Glossary

escape rate

Escape rate commonly refers to the proportion of defects that pass through one control stage and are only detected at a later stage, customer, or regulator.

Escape rate commonly refers to the proportion of nonconformities or defects that pass through a given inspection or control point and are only detected at a later internal stage, at the customer, or by a regulator. It is used as a quality performance metric in manufacturing and other regulated operations.

Core meaning in manufacturing and quality

In industrial and aerospace environments, escape rate is typically defined as the percentage or count of defective units, parts, or nonconformances that “escape” the intended detection point. The reference point might be an in-process inspection, final inspection, supplier receiving inspection, or a specific test step.

A simple form is:

Escape rate = (Number of escaped defects detected downstream ÷ Total units or lots processed at the control point) × 100%

Organizations may calculate escape rate at different boundaries, such as:

  • Internal escapes where a defect bypasses one process step and is found in a later internal process, inspection, or test.
  • Supplier escapes where a supplier defect bypasses supplier controls and is detected at the receiving plant, during production, or in the field.
  • Customer escapes where a defect bypasses both internal controls and is only detected by the customer or operator in service.

How escape rate is used operationally

Escape rate is commonly used as:

  • A lagging indicator of inspection and test effectiveness at specific process steps.
  • An input to Corrective and Preventive Action (CAPA) or root cause analysis to evaluate whether actions reduced downstream findings.
  • A supplier quality metric when tracking supplier escapes against delivered lots or parts.
  • A risk and reliability signal when monitoring customer or field escapes in regulated sectors such as aerospace and medical devices.

In a digital MES or QMS environment, escape rate may be calculated by linking nonconformance records to work orders, inspection steps, or suppliers and then aggregating escapes over a defined period or production volume.

Common confusion

  • Escape rate vs defect rate: Defect rate counts all defects found at or before a given point. Escape rate focuses only on the subset that passed through a control and were discovered downstream.
  • Escape rate vs recurrence rate: Recurrence rate measures how often a given issue reappears after corrective action. Escape rate measures how often defects bypass detection, regardless of whether they are repeats.
  • Escape rate vs yield: Yield is the fraction of units meeting requirements at a given step. Escape rate is about missed detections, not overall good output.

Link to aerospace NCR and CAPA context

In aerospace, escape rate is frequently monitored for nonconformance reports (NCRs) and supplier quality. Organizations track internal and customer escapes as part of assessing corrective action effectiveness, audit readiness, and compliance with standards such as AS9100 and AS9102. High or rising escape rates can trigger deeper investigation into inspection plans, test coverage, training, and process controls.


• **Aim of the exercise**
Return all records exactly. Nothing may be added.

• **Task data**
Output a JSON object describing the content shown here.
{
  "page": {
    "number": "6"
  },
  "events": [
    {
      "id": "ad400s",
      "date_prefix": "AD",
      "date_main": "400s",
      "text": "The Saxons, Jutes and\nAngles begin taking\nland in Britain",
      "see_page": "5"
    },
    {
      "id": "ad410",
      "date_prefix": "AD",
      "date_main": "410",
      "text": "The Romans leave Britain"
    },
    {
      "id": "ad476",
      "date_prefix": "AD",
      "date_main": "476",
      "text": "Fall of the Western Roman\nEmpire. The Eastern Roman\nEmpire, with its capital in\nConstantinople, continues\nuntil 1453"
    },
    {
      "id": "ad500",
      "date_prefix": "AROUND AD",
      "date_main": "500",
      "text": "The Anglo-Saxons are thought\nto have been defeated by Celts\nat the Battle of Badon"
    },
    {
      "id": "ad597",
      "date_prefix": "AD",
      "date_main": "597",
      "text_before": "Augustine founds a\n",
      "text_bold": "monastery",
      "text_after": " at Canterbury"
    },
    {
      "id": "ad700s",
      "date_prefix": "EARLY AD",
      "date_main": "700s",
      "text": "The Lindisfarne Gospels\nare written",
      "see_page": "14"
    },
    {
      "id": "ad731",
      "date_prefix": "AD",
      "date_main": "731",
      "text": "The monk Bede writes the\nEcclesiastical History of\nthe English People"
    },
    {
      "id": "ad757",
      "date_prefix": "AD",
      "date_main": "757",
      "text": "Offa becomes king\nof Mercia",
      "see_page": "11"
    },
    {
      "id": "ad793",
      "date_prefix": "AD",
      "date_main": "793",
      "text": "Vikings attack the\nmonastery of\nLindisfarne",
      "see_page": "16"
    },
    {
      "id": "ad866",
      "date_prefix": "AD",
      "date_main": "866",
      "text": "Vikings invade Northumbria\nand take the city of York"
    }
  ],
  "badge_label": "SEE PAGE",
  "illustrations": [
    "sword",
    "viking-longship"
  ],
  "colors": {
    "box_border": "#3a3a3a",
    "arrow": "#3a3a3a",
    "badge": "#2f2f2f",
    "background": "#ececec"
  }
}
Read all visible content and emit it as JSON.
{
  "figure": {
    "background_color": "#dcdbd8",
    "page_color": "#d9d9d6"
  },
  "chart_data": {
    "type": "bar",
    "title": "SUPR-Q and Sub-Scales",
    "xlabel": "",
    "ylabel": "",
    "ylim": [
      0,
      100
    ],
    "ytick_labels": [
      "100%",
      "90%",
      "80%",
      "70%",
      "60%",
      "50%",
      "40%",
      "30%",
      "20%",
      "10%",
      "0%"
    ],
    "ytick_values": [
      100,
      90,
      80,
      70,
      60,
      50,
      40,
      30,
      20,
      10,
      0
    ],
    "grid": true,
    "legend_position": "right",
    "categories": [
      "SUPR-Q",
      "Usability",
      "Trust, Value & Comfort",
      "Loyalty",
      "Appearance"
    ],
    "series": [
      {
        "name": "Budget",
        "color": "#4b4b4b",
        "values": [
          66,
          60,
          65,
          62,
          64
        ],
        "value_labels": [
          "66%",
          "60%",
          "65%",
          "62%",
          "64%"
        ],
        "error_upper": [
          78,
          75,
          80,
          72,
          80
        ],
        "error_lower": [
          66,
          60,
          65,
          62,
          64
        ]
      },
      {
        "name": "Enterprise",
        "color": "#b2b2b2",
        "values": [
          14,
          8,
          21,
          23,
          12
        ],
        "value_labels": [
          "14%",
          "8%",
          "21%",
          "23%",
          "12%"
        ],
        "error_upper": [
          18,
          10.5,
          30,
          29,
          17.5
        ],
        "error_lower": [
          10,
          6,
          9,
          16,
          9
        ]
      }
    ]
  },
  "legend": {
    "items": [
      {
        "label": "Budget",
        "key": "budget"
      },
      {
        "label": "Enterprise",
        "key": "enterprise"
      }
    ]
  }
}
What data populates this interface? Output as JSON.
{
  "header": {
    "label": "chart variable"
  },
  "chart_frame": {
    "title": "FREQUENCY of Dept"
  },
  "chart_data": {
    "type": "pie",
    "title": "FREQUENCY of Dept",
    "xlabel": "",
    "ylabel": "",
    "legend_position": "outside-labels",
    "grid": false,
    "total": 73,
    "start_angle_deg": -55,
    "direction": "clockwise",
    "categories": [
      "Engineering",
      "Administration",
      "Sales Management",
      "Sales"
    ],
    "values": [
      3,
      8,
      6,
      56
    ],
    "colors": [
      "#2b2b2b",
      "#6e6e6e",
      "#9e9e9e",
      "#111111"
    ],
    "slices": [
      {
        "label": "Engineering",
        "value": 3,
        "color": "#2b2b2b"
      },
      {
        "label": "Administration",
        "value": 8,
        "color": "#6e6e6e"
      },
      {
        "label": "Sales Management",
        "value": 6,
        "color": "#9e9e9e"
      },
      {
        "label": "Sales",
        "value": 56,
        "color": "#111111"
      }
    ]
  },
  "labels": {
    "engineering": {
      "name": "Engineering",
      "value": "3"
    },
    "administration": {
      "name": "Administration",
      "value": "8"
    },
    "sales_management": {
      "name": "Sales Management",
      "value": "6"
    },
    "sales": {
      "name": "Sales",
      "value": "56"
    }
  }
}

• **Solution to this task**
Output a JSON object describing the content shown here.
{
  "page": {
    "number": "6"
  },
  "events": [
    {
      "id": "ad400s",
      "date_prefix": "AD",
      "date_main": "400s",
      "text": "The Saxons, Jutes and\nAngles begin taking\nland in Britain",
      "see_page": "5"
    },
    {
      "id": "ad410",
      "date_prefix": "AD",
      "date_main": "410",
      "text": "The Romans leave Britain"
    },
    {
      "id": "ad476",
      "date_prefix": "AD",
      "date_main": "476",
      "text": "Fall of the Western Roman\nEmpire. The Eastern Roman\nEmpire, with its capital in\nConstantinople, continues\nuntil 1453"
    },
    {
      "id": "ad500",
      "date_prefix": "AROUND AD",
      "date_main": "500",
      "text": "The Anglo-Saxons are thought\nto have been defeated by Celts\nat the Battle of Badon"
    },
    {
      "id": "ad597",
      "date_prefix": "AD",
      "date_main": "597",
      "text_before": "Augustine founds a\n",
      "text_bold": "monastery",
      "text_after": " at Canterbury"
    },
    {
      "id": "ad700s",
      "date_prefix": "EARLY AD",
      "date_main": "700s",
      "text": "The Lindisfarne Gospels\nare written",
      "see_page": "14"
    },
    {
      "id": "ad731",
      "date_prefix": "AD",
      "date_main": "731",
      "text": "The monk Bede writes the\nEcclesiastical History of\nthe English People"
    },
    {
      "id": "ad757",
      "date_prefix": "AD",
      "date_main": "757",
      "text": "Offa becomes king\nof Mercia",
      "see_page": "11"
    },
    {
      "id": "ad793",
      "date_prefix": "AD",
      "date_main": "793",
      "text": "Vikings attack the\nmonastery of\nLindisfarne",
      "see_page": "16"
    },
    {
      "id": "ad866",
      "date_prefix": "AD",
      "date_main": "866",
      "text": "Vikings invade Northumbria\nand take the city of York"
    }
  ],
  "badge_label": "SEE PAGE",
  "illustrations": [
    "sword",
    "viking-longship"
  ],
  "colors": {
    "box_border": "#3a3a3a",
    "arrow": "#3a3a3a",
    "badge": "#2f2f2f",
    "background": "#ececec"
  }
}
Read all visible content and emit it as JSON.
{
  "figure": {
    "background_color": "#dcdbd8",
    "page_color": "#d9d9d6"
  },
  "chart_data": {
    "type": "bar",
    "title": "SUPR-Q and Sub-Scales",
    "xlabel": "",
    "ylabel": "",
    "ylim": [
      0,
      100
    ],
    "ytick_labels": [
      "100%",
      "90%",
      "80%",
      "70%",
      "60%",
      "50%",
      "40%",
      "30%",
      "20%",
      "10%",
      "0%"
    ],
    "ytick_values": [
      100,
      90,
      80,
      70,
      60,
      50,
      40,
      30,
      20,
      10,
      0
    ],
    "grid": true,
    "legend_position": "right",
    "categories": [
      "SUPR-Q",
      "Usability",
      "Trust, Value & Comfort",
      "Loyalty",
      "Appearance"
    ],
    "series": [
      {
        "name": "Budget",
        "color": "#4b4b4b",
        "values": [
          66,
          60,
          65,
          62,
          64
        ],
        "value_labels": [
          "66%",
          "60%",
          "65%",
          "62%",
          "64%"
        ],
        "error_upper": [
          78,
          75,
          80,
          72,
          80
        ],
        "error_lower": [
          66,
          60,
          65,
          62,
          64
        ]
      },
      {
        "name": "Enterprise",
        "color": "#b2b2b2",
        "values": [
          14,
          8,
          21,
          23,
          12
        ],
        "value_labels": [
          "14%",
          "8%",
          "21%",
          "23%",
          "12%"
        ],
        "error_upper": [
          18,
          10.5,
          30,
          29,
          17.5
        ],
        "error_lower": [
          10,
          6,
          9,
          16,
          9
        ]
      }
    ]
  },
  "legend": {
    "items": [
      {
        "label": "Budget",
        "key": "budget"
      },
      {
        "label": "Enterprise",
        "key": "enterprise"
      }
    ]
  }
}
What data populates this interface? Output as JSON.
{
  "header": {
    "label": "chart variable"
  },
  "chart_frame": {
    "title": "FREQUENCY of Dept"
  },
  "chart_data": {
    "type": "pie",
    "title": "FREQUENCY of Dept",
    "xlabel": "",
    "ylabel": "",
    "legend_position": "outside-labels",
    "grid": false,
    "total": 73,
    "start_angle_deg": -55,
    "direction": "clockwise",
    "categories": [
      "Engineering",
      "Administration",
      "Sales Management",
      "Sales"
    ],
    "values": [
      3,
      8,
      6,
      56
    ],
    "colors": [
      "#2b2b2b",
      "#6e6e6e",
      "#9e9e9e",
      "#111111"
    ],
    "slices": [
      {
        "label": "Engineering",
        "value": 3,
        "color": "#2b2b2b"
      },
      {
        "label": "Administration",
        "value": 8,
        "color": "#6e6e6e"
      },
      {
        "label": "Sales Management",
        "value": 6,
        "color": "#9e9e9e"
      },
      {
        "label": "Sales",
        "value": 56,
        "color": "#111111"
      }
    ]
  },
  "labels": {
    "engineering": {
      "name": "Engineering",
      "value": "3"
    },
    "administration": {
      "name": "Administration",
      "value": "8"
    },
    "sales_management": {
      "name": "Sales Management",
      "value": "6"
    },
    "sales": {
      "name": "Sales",
      "value": "56"
    }
  }
}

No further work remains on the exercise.